Greatest Shots: Number nine Sandy Lyle: 1988 MastersGOLF: Sandy Lyle watched his tee-shot off the 72nd hole in the 1988 US Masters at Augusta National and knew it was destined for one of the two fairway bunkers on the left-hand side.
One look to his caddie Dave Musgrove confirmed his worst fears and, as player and bagman walked up the final fairway, Lyle - through grimaced teeth - remarked: "I've had it. If it is in the first bunker, I have had it."
This was a time when the bunkers on this famous hole were still very much in play, before the course was lengthened and before equipment changes to ball and club necessitated such change.
When the pair walked up to the sand traps, the Scot's intuition was proven to be partly correct. He was in the first bunker but the ball had somehow managed to roll back from the lip and was about three feet from the front of the sand, at least giving him the option of going for the green.
Still, it was a devilishly difficult shot to play; and all the more so when the US Masters title was on the line.
At that stage, Lyle, who at one point during the day held a three-stroke lead, was level for the lead with Mark Calcavecchia, who had overcome a bogey-bogey start to his final round to hit back with four birdies in the next six holes and claim the clubhouse lead on six-under.
Lyle, on six-under and with his shoes digging into the sand on the final hole, had a dilemma. If he took on the shot to the green, it had a strong chance of hitting the lip. If he played out short of the green, he would still have a difficult up-and-down to force a play-off with Calcavecchia.
The caddie didn't want Lyle to take on the shot, believing that the lip was too close for comfort. In any way, Lyle's final round play had included just about every shot in the book. Some magnificent iron play - he set up birdies on the second, ninth and 16th with his seven-iron - and a chip-in birdie on the fourth had been offset by other less than spectacular play including a couple of three-putts and even a nightmare time on the 12th where he put his eight-iron tee-shot into the water that guards the green.
In his own mind, Lyle knew that he would always take on the shot - but knew too that it would have to be perfect. He considered playing an eight-iron, but instead asked Musgrove to hand him a seven-iron. The caddie took the rake in his hand, walked eight yards to Lyle's right and prised the rake in his left hand as if using it as a crutch while awaiting the most important shot of his master's golfing life.
Lyle's view of the flag was obscured by the second fairway bunker, but his short and powerful swing made the perfect connection with the ball.
It missed the lip by no more than an inch and flew high towards the green. Lyle knew it was good, and raced out of the bunker. What he just about managed to see was the ball landing on the bottom level of the green and then running up the tier that runs through the middle.
For a short time, it looked as if the ball would remain on the ledge, but it moved slowly back down the slope towards the hole and finished 10 feet away.
He holed the birdie putt, and won the 1988 US Masters - the putt won the title, but it was the bunker shot that was the shot of Lyle's life.
"To win the way I did with the seven-iron from the bunker is something I will always remember," recalled Lyle.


Goal of the exercise:
Go through the lines below. Copy those with "Planifica".

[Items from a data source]
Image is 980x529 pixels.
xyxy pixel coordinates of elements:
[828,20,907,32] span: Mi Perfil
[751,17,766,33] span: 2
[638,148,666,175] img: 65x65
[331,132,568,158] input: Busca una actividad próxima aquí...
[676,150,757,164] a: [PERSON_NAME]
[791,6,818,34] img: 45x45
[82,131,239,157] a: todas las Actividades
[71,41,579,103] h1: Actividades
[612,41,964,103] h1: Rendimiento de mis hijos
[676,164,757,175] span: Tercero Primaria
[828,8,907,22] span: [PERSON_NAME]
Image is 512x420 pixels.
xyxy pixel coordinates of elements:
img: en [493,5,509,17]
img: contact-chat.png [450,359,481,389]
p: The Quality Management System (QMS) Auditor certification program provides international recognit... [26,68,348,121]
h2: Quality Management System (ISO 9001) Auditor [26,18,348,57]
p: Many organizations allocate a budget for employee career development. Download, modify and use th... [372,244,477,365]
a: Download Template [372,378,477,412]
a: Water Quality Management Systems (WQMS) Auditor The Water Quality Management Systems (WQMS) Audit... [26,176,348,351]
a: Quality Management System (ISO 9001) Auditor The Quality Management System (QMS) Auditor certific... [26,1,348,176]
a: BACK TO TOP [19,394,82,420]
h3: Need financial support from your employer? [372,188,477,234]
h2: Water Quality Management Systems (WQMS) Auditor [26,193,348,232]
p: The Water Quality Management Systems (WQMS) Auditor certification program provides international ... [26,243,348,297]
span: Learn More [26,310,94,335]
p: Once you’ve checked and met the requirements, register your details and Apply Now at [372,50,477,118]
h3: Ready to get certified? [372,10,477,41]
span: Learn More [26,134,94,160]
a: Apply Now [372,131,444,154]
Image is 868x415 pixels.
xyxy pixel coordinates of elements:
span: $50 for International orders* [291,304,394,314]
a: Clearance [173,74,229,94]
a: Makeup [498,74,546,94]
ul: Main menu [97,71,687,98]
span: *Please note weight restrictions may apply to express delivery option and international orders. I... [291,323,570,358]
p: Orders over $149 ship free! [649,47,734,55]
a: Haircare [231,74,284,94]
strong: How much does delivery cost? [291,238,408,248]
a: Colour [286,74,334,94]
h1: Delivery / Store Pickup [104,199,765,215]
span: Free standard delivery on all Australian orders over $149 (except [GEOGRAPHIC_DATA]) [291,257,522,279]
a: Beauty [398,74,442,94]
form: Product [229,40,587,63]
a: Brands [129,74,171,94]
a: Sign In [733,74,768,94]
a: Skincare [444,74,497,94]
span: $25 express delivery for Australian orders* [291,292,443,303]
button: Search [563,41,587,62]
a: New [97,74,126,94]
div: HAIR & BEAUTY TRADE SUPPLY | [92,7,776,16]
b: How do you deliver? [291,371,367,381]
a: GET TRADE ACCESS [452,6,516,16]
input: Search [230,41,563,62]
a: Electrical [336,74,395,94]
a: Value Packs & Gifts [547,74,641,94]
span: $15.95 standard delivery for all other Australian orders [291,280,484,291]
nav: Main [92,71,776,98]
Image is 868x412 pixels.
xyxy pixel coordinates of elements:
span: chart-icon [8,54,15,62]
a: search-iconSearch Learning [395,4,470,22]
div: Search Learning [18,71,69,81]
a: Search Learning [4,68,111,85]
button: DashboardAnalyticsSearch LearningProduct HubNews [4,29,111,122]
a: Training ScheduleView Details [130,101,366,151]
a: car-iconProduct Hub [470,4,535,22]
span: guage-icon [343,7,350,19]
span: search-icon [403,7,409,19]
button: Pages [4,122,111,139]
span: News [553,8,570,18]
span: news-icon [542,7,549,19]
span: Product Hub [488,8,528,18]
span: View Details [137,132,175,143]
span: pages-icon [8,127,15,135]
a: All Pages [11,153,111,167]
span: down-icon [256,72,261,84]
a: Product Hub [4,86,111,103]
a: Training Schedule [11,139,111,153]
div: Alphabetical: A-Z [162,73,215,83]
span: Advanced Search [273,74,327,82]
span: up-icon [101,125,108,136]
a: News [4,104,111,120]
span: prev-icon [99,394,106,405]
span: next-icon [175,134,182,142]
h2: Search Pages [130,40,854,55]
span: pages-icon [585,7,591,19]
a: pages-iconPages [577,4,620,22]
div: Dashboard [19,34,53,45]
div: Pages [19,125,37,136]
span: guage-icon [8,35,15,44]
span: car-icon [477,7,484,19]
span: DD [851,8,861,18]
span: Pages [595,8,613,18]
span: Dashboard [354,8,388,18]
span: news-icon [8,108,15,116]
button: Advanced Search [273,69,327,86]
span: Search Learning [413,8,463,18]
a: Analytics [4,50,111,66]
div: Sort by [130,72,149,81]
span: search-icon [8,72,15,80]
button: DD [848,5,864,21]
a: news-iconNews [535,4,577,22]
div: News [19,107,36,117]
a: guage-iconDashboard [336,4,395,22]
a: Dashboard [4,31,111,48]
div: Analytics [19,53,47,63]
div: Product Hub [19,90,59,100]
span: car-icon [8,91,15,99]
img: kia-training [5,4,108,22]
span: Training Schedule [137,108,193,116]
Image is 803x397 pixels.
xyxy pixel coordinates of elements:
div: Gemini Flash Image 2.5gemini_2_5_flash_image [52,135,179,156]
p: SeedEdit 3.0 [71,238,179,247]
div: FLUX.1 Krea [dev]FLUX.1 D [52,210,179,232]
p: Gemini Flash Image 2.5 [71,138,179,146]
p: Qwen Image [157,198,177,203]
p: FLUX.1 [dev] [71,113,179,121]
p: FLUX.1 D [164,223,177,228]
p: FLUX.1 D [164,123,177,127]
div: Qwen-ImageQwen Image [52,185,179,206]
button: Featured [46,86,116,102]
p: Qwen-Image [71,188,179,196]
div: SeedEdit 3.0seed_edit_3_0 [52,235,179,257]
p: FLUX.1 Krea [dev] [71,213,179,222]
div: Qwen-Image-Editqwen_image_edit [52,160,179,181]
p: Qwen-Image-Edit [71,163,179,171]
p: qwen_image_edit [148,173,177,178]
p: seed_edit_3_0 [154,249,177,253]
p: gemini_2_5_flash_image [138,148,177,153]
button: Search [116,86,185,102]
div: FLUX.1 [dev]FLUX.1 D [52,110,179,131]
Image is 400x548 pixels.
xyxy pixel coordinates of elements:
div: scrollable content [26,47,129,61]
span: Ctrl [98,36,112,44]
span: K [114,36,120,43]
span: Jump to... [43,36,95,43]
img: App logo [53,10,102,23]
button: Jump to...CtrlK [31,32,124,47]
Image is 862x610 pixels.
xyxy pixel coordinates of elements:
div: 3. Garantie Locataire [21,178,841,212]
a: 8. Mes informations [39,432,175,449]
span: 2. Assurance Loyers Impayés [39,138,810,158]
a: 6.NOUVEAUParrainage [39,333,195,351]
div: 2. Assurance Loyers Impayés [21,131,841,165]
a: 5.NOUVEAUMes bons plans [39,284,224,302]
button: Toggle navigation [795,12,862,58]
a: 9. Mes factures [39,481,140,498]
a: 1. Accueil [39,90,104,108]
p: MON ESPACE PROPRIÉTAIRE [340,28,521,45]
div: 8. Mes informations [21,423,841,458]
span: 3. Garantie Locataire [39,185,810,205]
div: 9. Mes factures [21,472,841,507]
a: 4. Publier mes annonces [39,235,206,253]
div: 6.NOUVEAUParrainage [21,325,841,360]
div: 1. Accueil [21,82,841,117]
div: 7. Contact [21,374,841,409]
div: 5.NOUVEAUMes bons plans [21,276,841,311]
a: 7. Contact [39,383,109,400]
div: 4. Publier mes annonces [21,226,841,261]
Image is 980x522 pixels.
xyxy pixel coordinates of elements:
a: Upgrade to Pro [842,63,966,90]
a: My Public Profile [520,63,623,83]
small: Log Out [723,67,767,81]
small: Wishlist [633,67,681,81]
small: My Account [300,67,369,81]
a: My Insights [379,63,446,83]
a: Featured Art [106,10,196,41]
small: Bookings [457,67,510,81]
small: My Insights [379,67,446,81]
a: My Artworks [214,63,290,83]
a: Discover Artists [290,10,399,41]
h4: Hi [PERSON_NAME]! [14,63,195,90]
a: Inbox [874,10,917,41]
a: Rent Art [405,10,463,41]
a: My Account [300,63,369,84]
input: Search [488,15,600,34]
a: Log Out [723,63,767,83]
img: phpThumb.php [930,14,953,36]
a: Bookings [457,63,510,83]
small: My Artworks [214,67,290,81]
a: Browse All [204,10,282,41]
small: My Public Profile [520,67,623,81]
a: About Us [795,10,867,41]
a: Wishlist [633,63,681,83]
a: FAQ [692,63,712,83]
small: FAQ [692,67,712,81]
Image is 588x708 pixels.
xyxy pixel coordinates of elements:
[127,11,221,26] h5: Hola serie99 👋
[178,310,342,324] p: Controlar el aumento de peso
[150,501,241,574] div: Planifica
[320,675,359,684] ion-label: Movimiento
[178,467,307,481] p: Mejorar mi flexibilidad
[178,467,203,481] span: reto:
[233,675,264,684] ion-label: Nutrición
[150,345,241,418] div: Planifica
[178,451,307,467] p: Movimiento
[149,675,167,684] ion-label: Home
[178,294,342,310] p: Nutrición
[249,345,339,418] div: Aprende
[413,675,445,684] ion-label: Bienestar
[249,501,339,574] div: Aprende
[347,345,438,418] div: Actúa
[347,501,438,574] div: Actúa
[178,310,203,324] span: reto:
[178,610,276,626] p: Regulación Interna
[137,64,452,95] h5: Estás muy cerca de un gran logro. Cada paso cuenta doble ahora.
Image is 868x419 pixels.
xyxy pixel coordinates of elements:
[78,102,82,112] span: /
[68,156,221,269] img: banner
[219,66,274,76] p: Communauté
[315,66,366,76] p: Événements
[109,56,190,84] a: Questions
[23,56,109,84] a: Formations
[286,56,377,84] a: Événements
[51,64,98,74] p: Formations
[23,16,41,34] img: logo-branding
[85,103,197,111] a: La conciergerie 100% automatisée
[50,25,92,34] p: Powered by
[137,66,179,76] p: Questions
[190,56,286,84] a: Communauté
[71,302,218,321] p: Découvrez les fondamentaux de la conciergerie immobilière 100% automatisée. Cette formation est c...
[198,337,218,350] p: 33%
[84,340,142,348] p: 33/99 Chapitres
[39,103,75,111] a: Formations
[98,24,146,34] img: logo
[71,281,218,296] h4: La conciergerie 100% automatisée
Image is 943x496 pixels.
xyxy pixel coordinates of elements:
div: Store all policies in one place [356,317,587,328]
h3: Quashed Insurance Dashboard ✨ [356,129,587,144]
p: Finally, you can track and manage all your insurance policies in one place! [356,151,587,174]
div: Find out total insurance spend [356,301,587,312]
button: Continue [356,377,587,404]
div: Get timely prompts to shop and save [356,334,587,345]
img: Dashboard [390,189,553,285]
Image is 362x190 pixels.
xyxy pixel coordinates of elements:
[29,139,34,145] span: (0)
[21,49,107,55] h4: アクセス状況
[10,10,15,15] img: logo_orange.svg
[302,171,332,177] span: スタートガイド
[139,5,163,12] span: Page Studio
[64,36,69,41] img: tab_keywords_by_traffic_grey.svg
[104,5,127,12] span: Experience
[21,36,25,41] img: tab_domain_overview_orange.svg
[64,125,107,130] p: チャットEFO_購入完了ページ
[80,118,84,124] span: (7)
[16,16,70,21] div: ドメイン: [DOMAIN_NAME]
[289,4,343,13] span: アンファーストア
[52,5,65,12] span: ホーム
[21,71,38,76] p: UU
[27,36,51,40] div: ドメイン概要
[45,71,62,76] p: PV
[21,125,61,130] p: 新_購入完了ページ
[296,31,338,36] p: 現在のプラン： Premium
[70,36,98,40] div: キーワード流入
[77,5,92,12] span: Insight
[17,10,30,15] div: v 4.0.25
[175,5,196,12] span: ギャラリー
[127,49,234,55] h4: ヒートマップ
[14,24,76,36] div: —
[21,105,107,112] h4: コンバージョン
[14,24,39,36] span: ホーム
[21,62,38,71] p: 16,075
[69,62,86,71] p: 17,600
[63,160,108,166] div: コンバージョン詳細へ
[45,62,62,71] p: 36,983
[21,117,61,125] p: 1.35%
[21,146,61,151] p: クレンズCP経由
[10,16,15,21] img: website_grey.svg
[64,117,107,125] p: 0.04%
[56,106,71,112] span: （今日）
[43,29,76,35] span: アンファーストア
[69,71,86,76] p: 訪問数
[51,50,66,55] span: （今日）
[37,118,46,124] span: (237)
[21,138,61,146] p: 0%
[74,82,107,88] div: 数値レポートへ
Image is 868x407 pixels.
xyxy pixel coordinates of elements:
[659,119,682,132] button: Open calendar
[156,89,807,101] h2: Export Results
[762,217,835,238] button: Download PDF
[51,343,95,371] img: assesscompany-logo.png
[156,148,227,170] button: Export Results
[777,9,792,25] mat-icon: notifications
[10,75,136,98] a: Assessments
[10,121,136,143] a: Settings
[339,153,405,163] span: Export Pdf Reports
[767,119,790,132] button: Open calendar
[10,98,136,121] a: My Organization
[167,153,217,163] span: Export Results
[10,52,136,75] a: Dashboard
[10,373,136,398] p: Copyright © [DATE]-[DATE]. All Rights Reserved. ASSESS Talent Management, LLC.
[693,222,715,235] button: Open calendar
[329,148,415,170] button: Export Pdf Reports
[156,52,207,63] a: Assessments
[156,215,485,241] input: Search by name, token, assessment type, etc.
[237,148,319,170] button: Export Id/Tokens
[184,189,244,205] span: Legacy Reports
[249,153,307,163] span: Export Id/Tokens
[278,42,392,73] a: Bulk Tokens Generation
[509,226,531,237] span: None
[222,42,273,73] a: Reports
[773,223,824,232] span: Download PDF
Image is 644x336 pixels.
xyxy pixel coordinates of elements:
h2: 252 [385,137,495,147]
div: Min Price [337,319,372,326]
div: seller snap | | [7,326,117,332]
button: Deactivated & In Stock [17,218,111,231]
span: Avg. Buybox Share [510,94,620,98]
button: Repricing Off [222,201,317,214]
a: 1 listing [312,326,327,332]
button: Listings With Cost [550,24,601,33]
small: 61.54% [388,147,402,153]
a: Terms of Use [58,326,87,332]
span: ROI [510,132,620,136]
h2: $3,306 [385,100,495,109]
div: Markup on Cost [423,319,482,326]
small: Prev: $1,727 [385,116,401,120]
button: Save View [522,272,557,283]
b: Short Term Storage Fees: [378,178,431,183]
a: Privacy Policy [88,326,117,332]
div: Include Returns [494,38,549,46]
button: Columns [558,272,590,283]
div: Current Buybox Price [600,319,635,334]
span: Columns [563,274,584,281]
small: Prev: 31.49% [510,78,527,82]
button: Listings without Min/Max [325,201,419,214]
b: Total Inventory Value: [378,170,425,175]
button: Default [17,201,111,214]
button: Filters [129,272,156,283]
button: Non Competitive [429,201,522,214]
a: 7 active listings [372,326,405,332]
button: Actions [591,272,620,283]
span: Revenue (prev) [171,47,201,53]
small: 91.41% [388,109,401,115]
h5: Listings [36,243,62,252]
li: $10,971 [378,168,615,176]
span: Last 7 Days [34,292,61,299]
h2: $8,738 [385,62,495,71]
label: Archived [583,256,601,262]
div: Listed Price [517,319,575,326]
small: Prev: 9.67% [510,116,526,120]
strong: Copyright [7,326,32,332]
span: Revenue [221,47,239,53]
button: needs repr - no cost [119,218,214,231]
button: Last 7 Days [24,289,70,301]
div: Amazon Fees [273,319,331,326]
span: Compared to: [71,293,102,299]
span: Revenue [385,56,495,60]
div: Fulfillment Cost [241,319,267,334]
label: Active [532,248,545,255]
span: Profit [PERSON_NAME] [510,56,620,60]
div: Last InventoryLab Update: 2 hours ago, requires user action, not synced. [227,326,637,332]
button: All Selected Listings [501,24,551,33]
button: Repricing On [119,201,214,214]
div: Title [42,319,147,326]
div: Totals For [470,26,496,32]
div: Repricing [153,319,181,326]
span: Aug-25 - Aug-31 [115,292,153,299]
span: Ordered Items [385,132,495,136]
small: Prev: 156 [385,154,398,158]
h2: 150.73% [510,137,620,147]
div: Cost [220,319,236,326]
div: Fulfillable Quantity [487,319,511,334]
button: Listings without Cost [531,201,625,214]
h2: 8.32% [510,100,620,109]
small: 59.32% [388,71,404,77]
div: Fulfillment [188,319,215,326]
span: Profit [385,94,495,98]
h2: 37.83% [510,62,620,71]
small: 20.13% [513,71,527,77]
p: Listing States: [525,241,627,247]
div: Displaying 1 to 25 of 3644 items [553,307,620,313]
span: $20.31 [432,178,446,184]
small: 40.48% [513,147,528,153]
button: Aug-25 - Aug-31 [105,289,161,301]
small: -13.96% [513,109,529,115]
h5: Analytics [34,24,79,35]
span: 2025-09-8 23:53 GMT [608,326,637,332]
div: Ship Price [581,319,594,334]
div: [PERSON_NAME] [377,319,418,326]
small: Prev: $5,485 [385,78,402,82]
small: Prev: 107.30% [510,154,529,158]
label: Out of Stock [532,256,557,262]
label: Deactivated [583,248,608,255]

Final answer:
[150,501,241,574] div: Planifica
[150,345,241,418] div: Planifica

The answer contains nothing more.